Reviewed by Paul Kane
Amok and Other Stories
by Stefan Zweig
Translated from the German by Anthea Bell
Pushkin Press
February 2007, Paperback: 118 pages, ISBN-13: 978-1901285666
Suicide was, it will be recalled, Stefan Zweig’s fate. In 1942, after escaping from Europe, he and his wife committed suicide at a time when it seemed the Nazis were winning the Second World War. Knowing this, it is a strange experience to read these four stories, which all have suicide as either a theme or a happening. How is suicide viewed in the different stories? Does Zweig’s view of the act change or evolve? And are there prescient intimations of the author’s own life, shadows before the darkness that was to later fall?
The earliest story included here is “The Star above the Forest”, which was originally published in 1904. A waiter becomes passionately infatuated with a Countess and because she is (or so he feels) too good for him, and because also his life without her seems now devoid of meaning, he decides to kill himself. It is a curious story, written entirely without dialogue, but Zweig’s richly lyrical prose effectively conveys the inner life of a man in the grip of a not entirely healthy (‘twas ever so) erotic obsession:
He carefully carried the glasses that her lips had touched up to his own small, musty attic bedroom, and watched them sparkle like precious jewellery by night when the moonlight streamed in. (82-83)
One gets from this story the notion (which Zweig may have held at the time he wrote it; or not) that the world is the proper theatre in which to play out our emotions. Suicide may have an audience – though usually an audience of only one or a few – but the audience’s response cannot reach the one now dead. Here, two consciousnesses remain unconscious of each other (except for a small premonitory glimpse of dread on the part of the Countess), as in unrequited love. To kill oneself is a futile, wasted act and it impoverishes the living; we who remain.
The title story, “Amok” (1922) is again concerned with concupiscence and its consequences. A doctor is approached to perform an abortion, but he sets a condition that the lady is unable to meet. Later, he relents on this condition, but his offer to help (which to him is a duty) is turned down. The story is set in the Dutch East Indies, in a colonial world that we know from Maugham, but it has something also of the flavour of Sacher-Masoch: the doctor has a penchant for cruel, proud women, or “vicious cats” as he calls them. This story, the most substantial in the book, illustrates to perfection Zweig’s predilection for placing his characters in extreme predicaments (“boundary situations” in Karl Jaspers’ phrase) and exploring how they cope. There is a long, finely wrought description here, not of death exactly, but of what it means to watch someone lose (or decide to end) their life. There is a lot of death in our culture – consider the bloody carnage depicted in the film 300 – but very little attention paid to the protracted process of dying. Perhaps because it does not make for quite as gorily entertaining a spectacle.
“Incident on Lake Geneva” (1936) is the slightest and the shortest story. Set toward the end of the First World War, it is about a common man, a Russian soldier (one of the “grunts” of this world), who is at the mercy of vast, and still familiar, historical forces. The soldier yearns to get home, but is stranded in Switzerland. And when he asks for help, he is told that “there’s no way anyone can help anyone else nowadays”.
One of Patricia Highsmith’s favourite motifs was the folie á deux (“madness of two”) and “Leporella” (published posthumously in 1954; there is no clue in the book as to when it was actually written) makes use of it too: a maid becomes devoted to her employer, a Baron, to the extent that she will commit murder for him. There are some lovely moments of pity and dread in this tale, and it is worthy of Highsmith herself.
In the end, we can draw few conclusions regarding Zweig’s own end. Suicide occurs, in the assembled stories, for many reasons. Some kill themselves because they have a longing their present circumstances cannot meet, while others have a zero tolerance toward their own fallibility and a misplaced perfectionism: half-measures, makeshift solutions simply will not suffice. Often, these people value something (their country, the esteem of a loved person) more than life itself and when they cannot achieve or get what they want, they strike out impulsively at themselves: like the Russian soldier in “Incident on Lake Geneva”, who is trapped by war and immigration controls and cannot reach his homeland.
Death has its lovely aspects (touched upon e.g. in A.R. Ammon’s poem “Play”): it can show you that many of the importances and imperatives of the world are sham, just so many false gods, and it can encourage you to forge your own life. But such thoughts are, one has to say, largely absent in Zweig’s stories here.
Anthea Bell’s translation reads extremely well. She has given us an elaborate, sophisticated English prose that brings out all of Zweig’s literary art and emotional subtlety. Overall, Amok and Other Stories represents a splendid selection of Stefan Zweig’s short fiction, with the added frisson that these stories share a correspondence with the writer’s own tragic fate.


> The problem
Every record must come back unchanged, apart from the pictures, which are dropped.

··· Source data ···

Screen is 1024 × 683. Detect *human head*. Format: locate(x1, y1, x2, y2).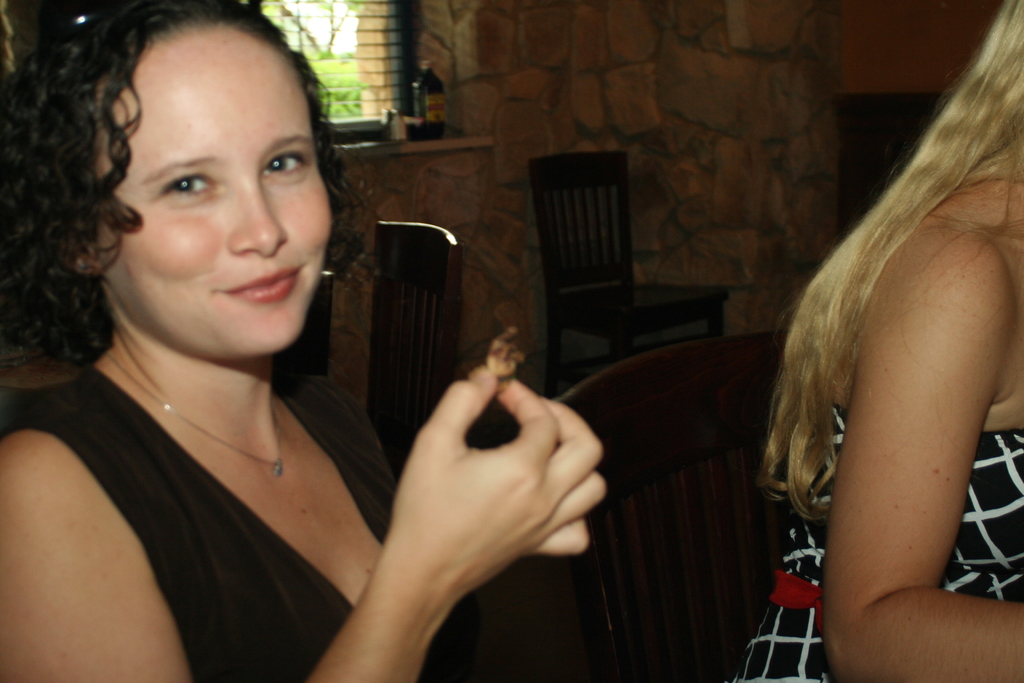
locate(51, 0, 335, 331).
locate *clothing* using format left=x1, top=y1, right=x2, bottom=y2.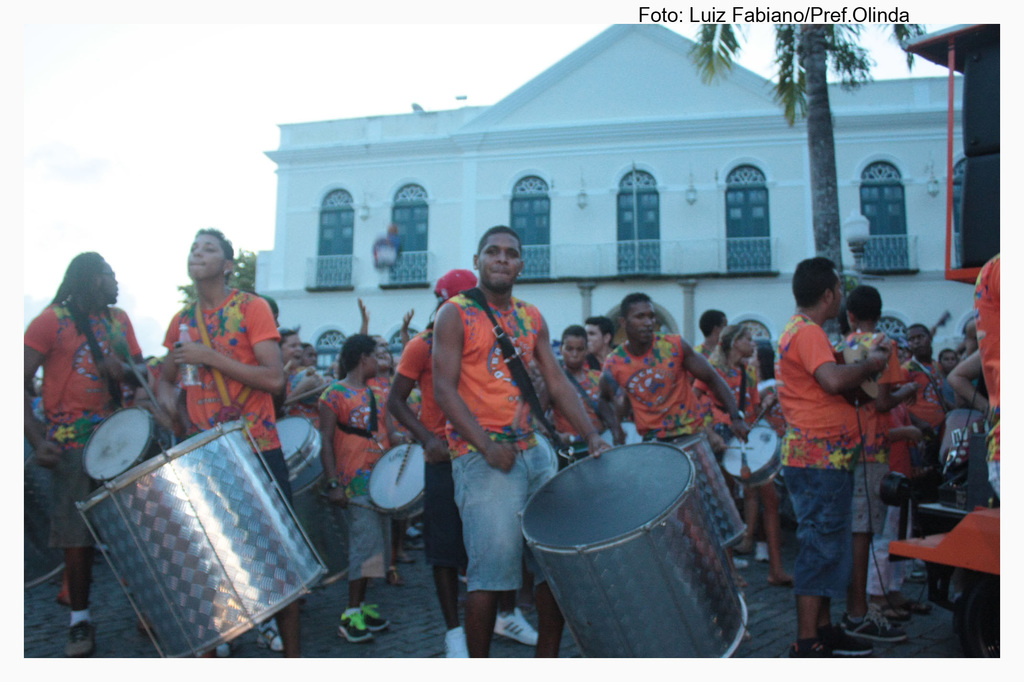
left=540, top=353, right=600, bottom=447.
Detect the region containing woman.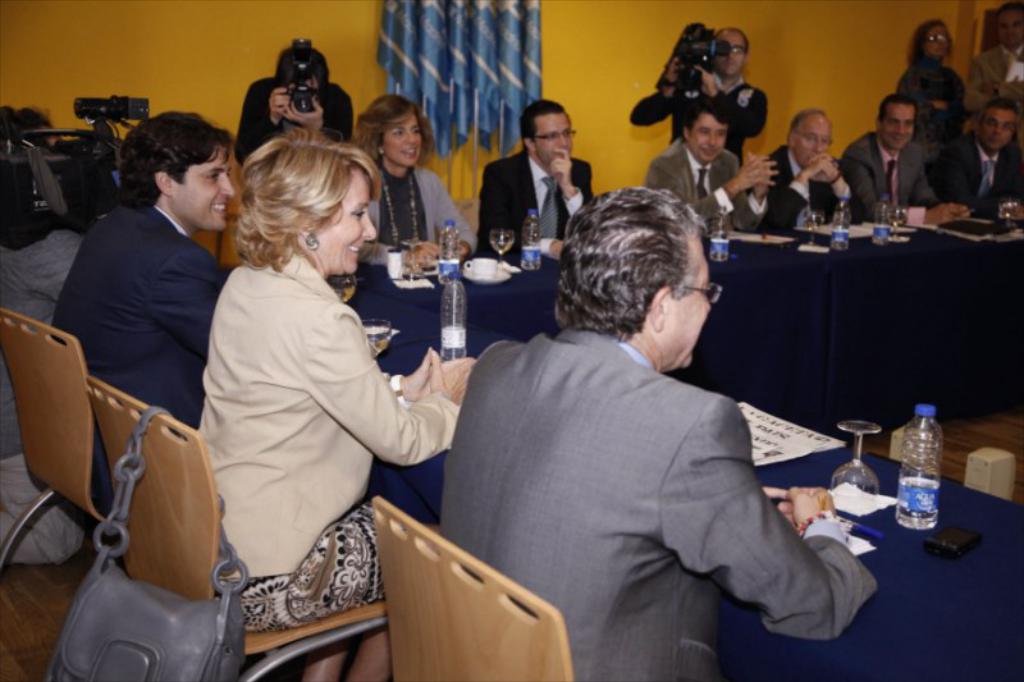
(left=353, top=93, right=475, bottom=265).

···

> Answer to the problem
Screen is 1024 × 683. Detect *human head*. Format: locate(x1, y1, x2, y2).
locate(51, 0, 335, 331).
locate *clothing* using format left=x1, top=y1, right=x2, bottom=y2.
left=540, top=353, right=600, bottom=447.
Detect the region containing woman.
(left=353, top=93, right=475, bottom=265).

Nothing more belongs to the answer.